Cuban Government Demands More Fidelity and Less Ability From Journalism Students

The Faculty of Communication is one of the most demanded by students. (14ymedio)

14ymedio bigger14ymedio, Reinaldo Escobar, Havana, 14 September 2018 – High school students who aspire to enter the University to train as journalists will no longer have to demonstrate the high academic achievement required in the past. As of the next academic year, 2019-2020, simply passing the entrance exams and “aptitude test” will be sufficient, according to the official press.

René Sánchez, Director of Admissions and Employment Placement for the Ministry of Higher Education (MES) confirmed in a press conference that the candidates for a place in journalism programs will be “selected by a rigorous process that demonstrates the necessary skills for this specialty and commitment with the best traditions of that profession in Cuba,” the so-called “aptitude test” that has existed for years.

The novelty is that, after having succeeded in this peculiar examination which traditionally evaluated a knowledge of history, the ability to write and the ideological fidelity to the system; they will have “pre-earned the career, and they will only have to pass the entrance exams to register, that is, they will not fill out an application or compete for the major.”

The parameters that will be measured in the aptitude tests are outlined in a note recently published by Adelante newspaper in the province of Camagüey that promotes “exchanges” identified as “vocational training spaces” organized by the Cuban Journalists Union (UPEC) where applicants to the profession can study to pass the aptitude tests.

According to this provincial media the exchanges will take place from late September to mid-October in the Camagüey Press Center to train for three phases of the aptitude test called “general culture,” “writing and understanding” and “the interview,” with the understanding that the latter will not be the submission of a work of journalism, but an interview which the applicant will face to be accepted.

The president of the National Journalism Careers Commission, Maribel Acosta, told this newspaper in a telephone interview that the aptitude tests will be what establishes acceptance into the journalism department, according to the plan of places awarded.

“At the moment we are trying to clarify with the MES whether the aptitude tests are going to be centralized or decentralized,” Acosta added. In the latter case, each study center will hold its own exams, but if they continue to be centralized, they will be carried out by the Commission and will be the same day and at the same time throughout the country.

When the new measure takes effects, students who apply will not have to obtain outstanding grades in the entrance exams or have a high grade point average accumulated in three years of high school.

Over the last 30 years, the Bachelor of Journalism had been at the top of the pyramid of aspirations for university degrees, and for that reason and due to the ranking system based on the academic performance that has prevailed, only high school graduates with grades higher than 95 or 97 points could be admitted to this discipline, after having passed a supplemental proficiency test.

“This faculty has been considered as a kind of elite to which only the brightest high school graduates are admitted. Now the most docile, the most ‘politically correct’ will enter and that will be good news for those who direct the press in this country,” a young student of the first year of the Faculty of Communication of the University of Havana commented to 14ymedio on condition of anonymity.

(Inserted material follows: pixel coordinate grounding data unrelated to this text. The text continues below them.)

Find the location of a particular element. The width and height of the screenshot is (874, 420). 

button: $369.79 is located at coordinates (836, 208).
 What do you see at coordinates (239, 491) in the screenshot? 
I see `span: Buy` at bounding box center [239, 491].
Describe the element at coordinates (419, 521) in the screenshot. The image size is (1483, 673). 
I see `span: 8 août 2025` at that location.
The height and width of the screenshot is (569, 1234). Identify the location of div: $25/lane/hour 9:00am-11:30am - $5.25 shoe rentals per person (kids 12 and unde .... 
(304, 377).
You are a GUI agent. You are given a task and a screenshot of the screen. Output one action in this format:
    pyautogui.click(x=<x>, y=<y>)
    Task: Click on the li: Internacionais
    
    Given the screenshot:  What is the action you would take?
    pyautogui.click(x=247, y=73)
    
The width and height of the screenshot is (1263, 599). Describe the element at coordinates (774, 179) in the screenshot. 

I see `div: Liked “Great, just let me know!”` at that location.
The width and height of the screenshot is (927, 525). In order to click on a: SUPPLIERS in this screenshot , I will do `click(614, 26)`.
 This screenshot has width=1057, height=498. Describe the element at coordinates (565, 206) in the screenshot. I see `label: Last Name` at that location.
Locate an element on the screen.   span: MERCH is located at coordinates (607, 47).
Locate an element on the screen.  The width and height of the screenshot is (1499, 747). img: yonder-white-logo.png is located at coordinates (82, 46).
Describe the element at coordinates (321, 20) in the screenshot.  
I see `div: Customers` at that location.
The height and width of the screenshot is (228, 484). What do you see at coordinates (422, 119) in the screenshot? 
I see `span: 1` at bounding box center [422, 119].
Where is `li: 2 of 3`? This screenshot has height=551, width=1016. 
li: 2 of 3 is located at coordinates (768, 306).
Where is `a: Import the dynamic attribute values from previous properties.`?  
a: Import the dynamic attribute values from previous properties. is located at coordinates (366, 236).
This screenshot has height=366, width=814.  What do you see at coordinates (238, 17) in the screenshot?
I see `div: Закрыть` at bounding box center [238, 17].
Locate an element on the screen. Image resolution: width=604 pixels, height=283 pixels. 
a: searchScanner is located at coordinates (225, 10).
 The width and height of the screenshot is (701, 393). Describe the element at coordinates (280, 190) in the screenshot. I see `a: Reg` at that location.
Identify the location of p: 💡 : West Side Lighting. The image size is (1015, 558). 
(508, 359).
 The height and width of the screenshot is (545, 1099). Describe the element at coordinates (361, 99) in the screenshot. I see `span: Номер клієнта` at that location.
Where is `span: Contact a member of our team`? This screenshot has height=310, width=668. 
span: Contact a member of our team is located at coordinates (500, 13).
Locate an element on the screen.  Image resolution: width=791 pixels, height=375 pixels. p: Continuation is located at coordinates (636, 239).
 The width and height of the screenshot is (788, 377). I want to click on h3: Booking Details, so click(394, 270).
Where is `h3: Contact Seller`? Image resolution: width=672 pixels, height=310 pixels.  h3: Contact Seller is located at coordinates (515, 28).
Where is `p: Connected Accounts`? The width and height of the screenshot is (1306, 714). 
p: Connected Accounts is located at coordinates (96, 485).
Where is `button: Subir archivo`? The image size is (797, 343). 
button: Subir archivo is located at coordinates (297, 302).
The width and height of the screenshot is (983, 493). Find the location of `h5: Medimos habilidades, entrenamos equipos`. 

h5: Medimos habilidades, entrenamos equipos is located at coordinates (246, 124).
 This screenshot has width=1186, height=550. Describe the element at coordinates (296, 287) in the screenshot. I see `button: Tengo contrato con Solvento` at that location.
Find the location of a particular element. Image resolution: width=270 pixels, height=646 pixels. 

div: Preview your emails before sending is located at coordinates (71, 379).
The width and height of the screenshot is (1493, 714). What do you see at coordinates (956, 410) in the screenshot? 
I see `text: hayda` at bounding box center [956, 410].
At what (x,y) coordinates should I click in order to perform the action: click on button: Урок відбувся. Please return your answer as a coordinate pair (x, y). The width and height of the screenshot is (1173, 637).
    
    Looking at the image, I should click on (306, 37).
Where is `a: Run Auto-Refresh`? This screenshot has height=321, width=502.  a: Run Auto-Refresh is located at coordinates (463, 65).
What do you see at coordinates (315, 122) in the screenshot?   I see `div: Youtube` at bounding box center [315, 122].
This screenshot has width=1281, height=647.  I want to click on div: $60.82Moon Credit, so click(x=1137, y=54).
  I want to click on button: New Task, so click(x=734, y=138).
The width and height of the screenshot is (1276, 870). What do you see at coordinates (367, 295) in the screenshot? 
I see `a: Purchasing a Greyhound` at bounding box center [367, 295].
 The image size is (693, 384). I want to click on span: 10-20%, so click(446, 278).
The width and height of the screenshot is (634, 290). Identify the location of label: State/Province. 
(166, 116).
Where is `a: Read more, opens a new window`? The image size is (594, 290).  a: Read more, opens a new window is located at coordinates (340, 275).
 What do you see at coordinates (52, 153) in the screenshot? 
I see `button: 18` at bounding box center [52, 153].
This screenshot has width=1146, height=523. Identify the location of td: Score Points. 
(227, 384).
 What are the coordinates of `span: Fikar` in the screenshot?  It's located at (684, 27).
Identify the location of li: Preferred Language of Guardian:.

Marlon, 16, a high school sophomore in Havana, considers the measure favorable because, in his opinion, “the materials that are measured in the entrance tests do not define the quality of a journalist, who must have more than skills for writing or oral expression.” The young person maintains that “this eases the way for many people who have journalistic vocation but who did not get good scores on the examinations.”

In other more sensitive careers such as medicine or teaching many young people have managed to enter with average grades and very low scores on entrance exams, because of the country’s urgent need for doctors and teachers, the first to sustain the government’s profitable business of selling their services abroad on the so-called “medical missions,” and the second to cover the deficit of teachers.

The Higher Institute of International Relations (ISRI) and the Higher Institute of Art (ISA) are the other careers that require their applicants to take an aptitude test. In the case of the ISA, this test is related to the necessary skills that an artist must assume, for dance, theater, music or visual arts, but in ISRI and journalism the ideology aspect is of higher importance, such that the “aptitudes” tested are translated into “attitudes.”

These new measures is going to be applied after the last Congress of the Cuban Journalists Union (UPEC) and on the eve of a Press Law still to be enacted.